His nick implies, at least statistically speaking, that he lives in a informational isolation and has no access to news, unless he knows more than one language [and uses it].
For English speakers the only source of information about international affairs, IMO, is books: Internet and TV are useless. For Daniel I'd recommend "Bad Money" by Kevin Phillips.
Aside from my ability or non-ability to speak Russian, I'm curious as to how my nick would imply that I "live in a [sic] informational isolation and has no access to news..."
I'm also looking forward to a book that Amazon touts "In Bad Money, Phillips describes the consequences of our misguided economic policies, our mounting debt, our collapsing housing market, our threatened oil, and the end of American domination of world markets. America’s current challenges (and failures) run striking parallels to the decline of previous leading world economic powers—especially the Dutch and British. Global overreach, worn-out politics, excessive debt, and exhausted energy regimes are all chilling signals that the United States is crumbling as the world superpower."
Gee. Must be quite the fun guy to run into at parties.
I'm not going to get into Russian corruption and associated risk involved with investing there. I'll let the world markets make those calls. I stand by my original comment until persuaded otherwise, and statistical analysis of my nick ain't cutting the mustard, gentlemen.
Daniel, the stories regarding Russian corruption are greatly exaggerated in US media [which, of course, doesn't mean there isn't any]. The book by Phillips explains why: this isn't about anti-Russian/anti-American politics, there are real and valid business reasons behind this.
Also, do not dismiss Phillips as "one of those" authors. Far from it.
Following your logic we shouldn't be building factories in China (because they're commies) and we shouldn't be investing in Iraq (because they're crazy Muslims).
American economy, and the super-power status that comes with it, had been built on two things: exploration of oil as a new energy medium and devastating world wars in Europe that crippled competitors, namely UK. But we aren't #1 oil producer anymore, soon we won't be #2 as well, meanwhile the world oil production has stopped growing 2 years ago, thus we need something else.
We've tried at least one "new thing", look at our attempt to become the center of world's finance, but failed. Why not become the global dominating power at computation and information processing? Why not take advantage of American universities, cheap Russian electricity, whatever it takes, to find something, besides oil and finance, to power US economy for years to come?
Rather than responding with a request to read a book, you provide an answer based on it?
Russia nationalized Yukos. The argument that the prices were too low are silly. It was over a decade ago when resources in the former USSR were priced low. Things like this happen after governments fall.

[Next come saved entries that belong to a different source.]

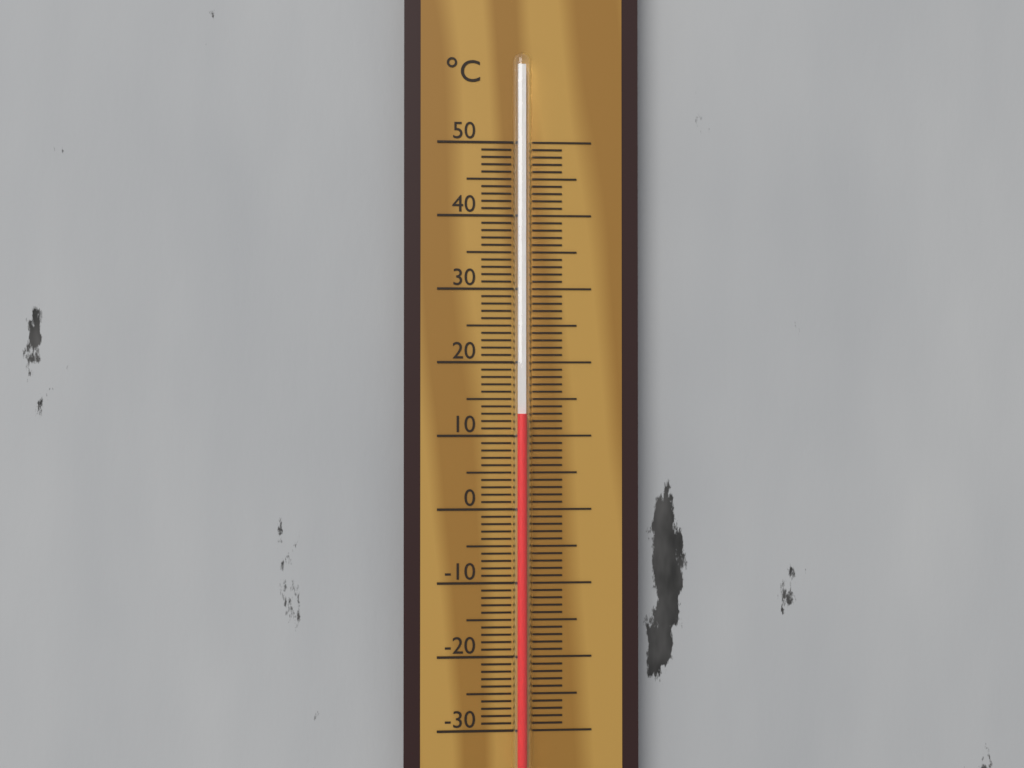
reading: 13 °C
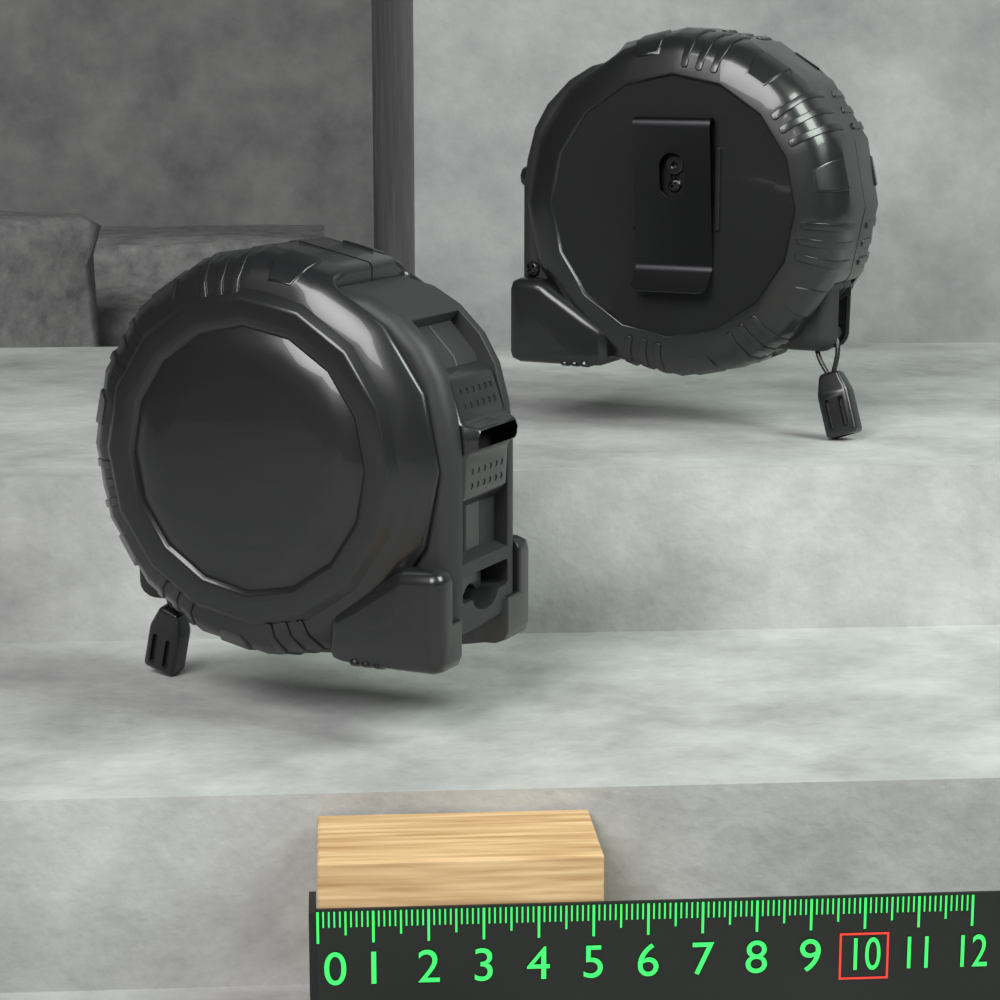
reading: 5.2 (no unit)
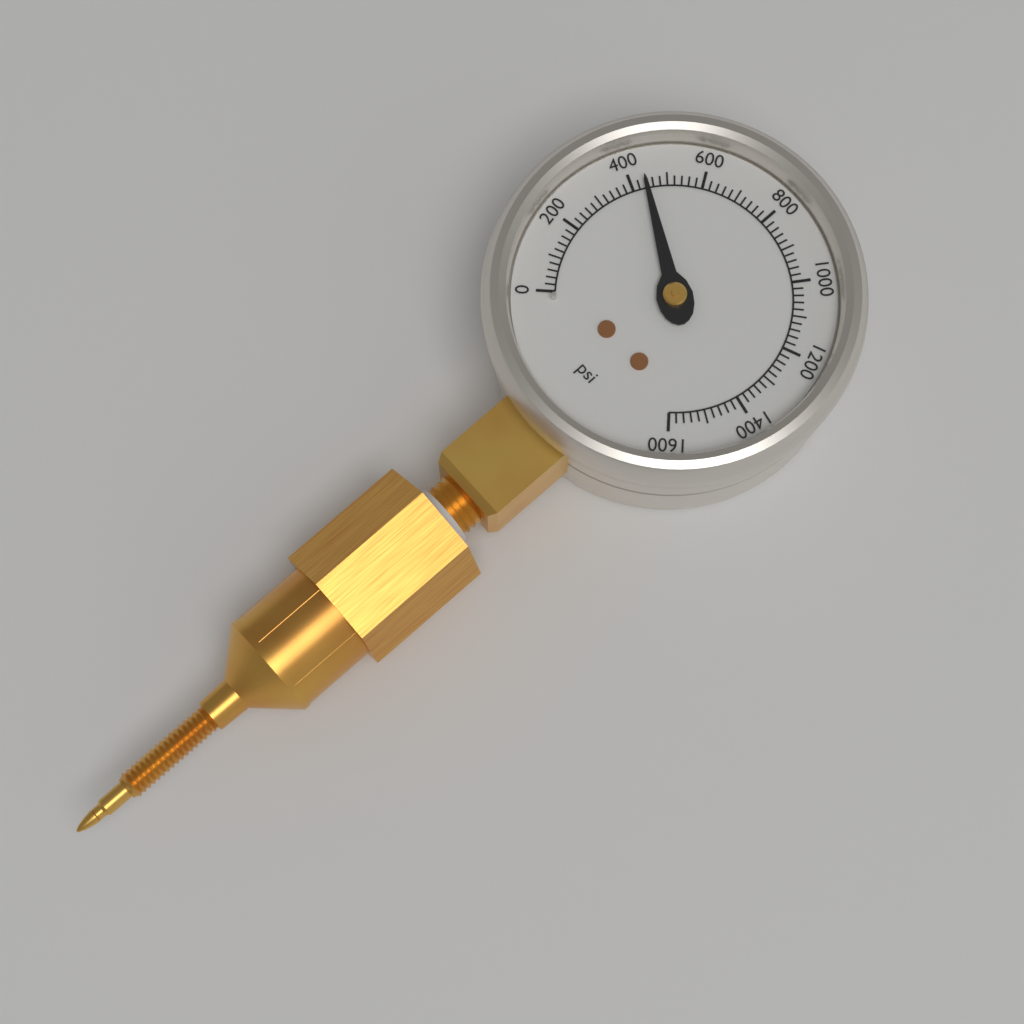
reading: 440 psi
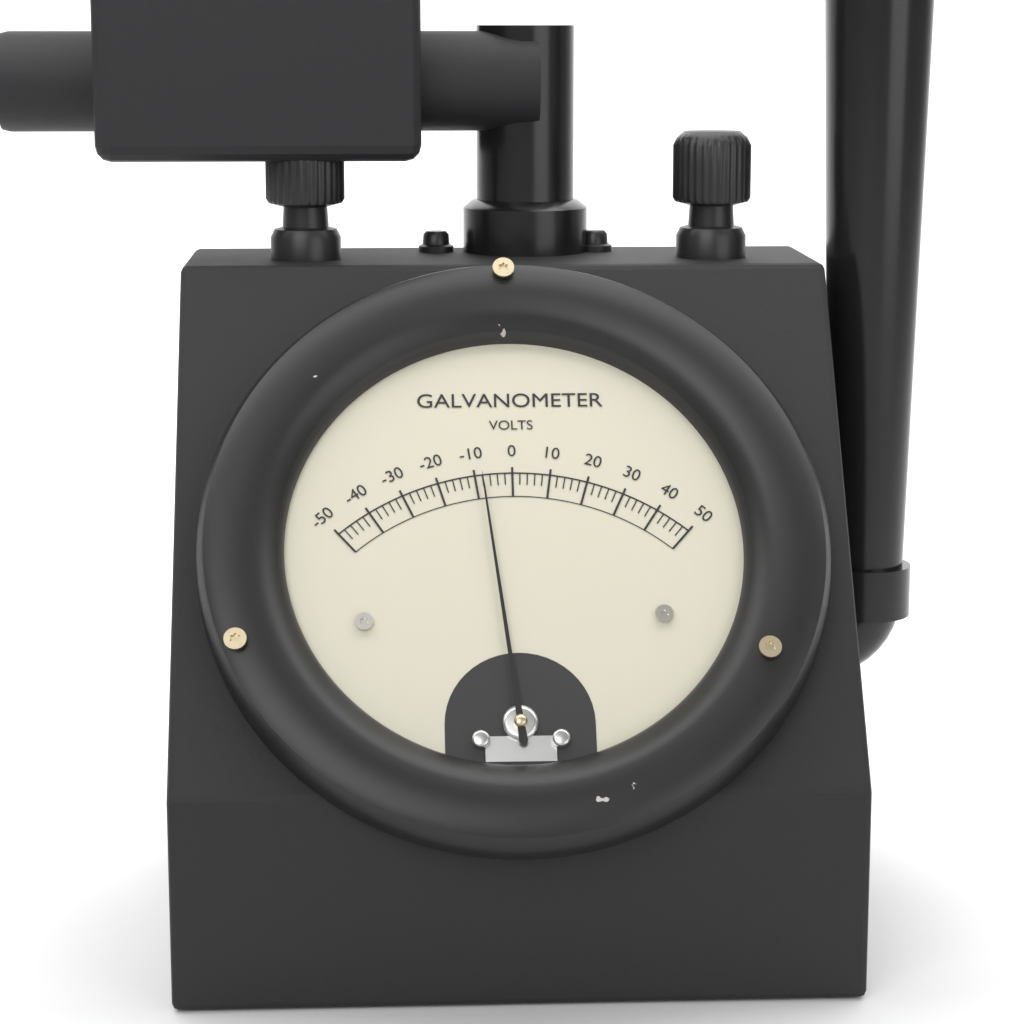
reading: -8 V
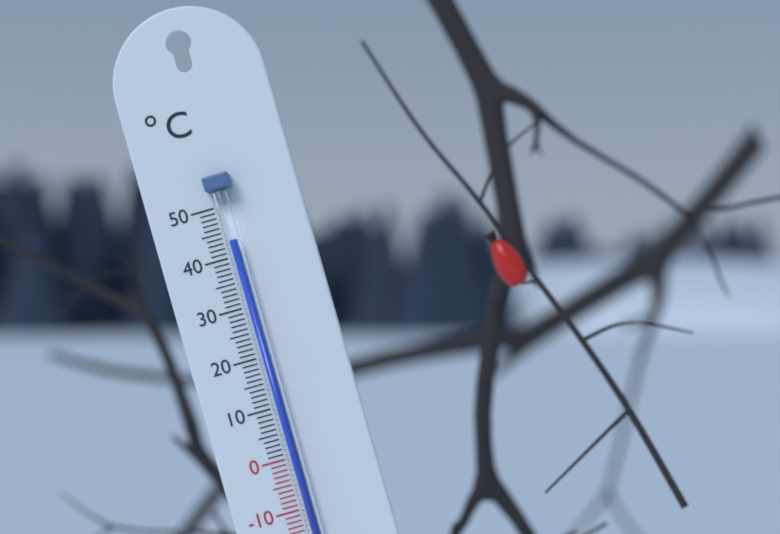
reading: 43 °C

Daniel was just saying that there was an element of risk that makes investors afraid when countries nationalize sectors of their economies.
>Aside from my ability or non-ability to speak Russian
No one was questioning your ability to speak Russian. The issue in question was your awareness of the reality as it exists outside of the lens of the corporate media.
>I stand by my original comment until persuaded otherwise
That's your prerogative but as we've pointed out you are wrong and appear to be biased.
You forgot to add, "Where the competitions is routinely "eliminated" by skilled snipers, or radiated posion".
Wasn't last year that a profilic Forbes' editor got killed in Russia?
That's nothing. Last time a president got uppity in America he got killed, too. His name was JFK. No one is safe here, you see. THEY are out to get poor little hackers, big time, so run for you life. Make sure your HN account does not point anywhere they can find you.
Or maybe start calculating risks instead. Either one will do.